SUPPLIED ENTRIES —
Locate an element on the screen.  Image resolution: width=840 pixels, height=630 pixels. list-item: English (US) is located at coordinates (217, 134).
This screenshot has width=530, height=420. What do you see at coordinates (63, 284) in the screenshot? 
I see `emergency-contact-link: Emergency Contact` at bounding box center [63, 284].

---

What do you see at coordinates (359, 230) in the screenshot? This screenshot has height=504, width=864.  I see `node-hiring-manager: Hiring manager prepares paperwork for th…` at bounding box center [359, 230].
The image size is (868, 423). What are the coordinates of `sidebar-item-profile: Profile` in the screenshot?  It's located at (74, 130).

REQUIRED ACTION — Retrieve every line above holding the word "item".

RESULT FOR THIS TASK —
Locate an element on the screen.  Image resolution: width=840 pixels, height=630 pixels. list-item: English (US) is located at coordinates (217, 134).
The image size is (868, 423). What are the coordinates of `sidebar-item-profile: Profile` in the screenshot?  It's located at (74, 130).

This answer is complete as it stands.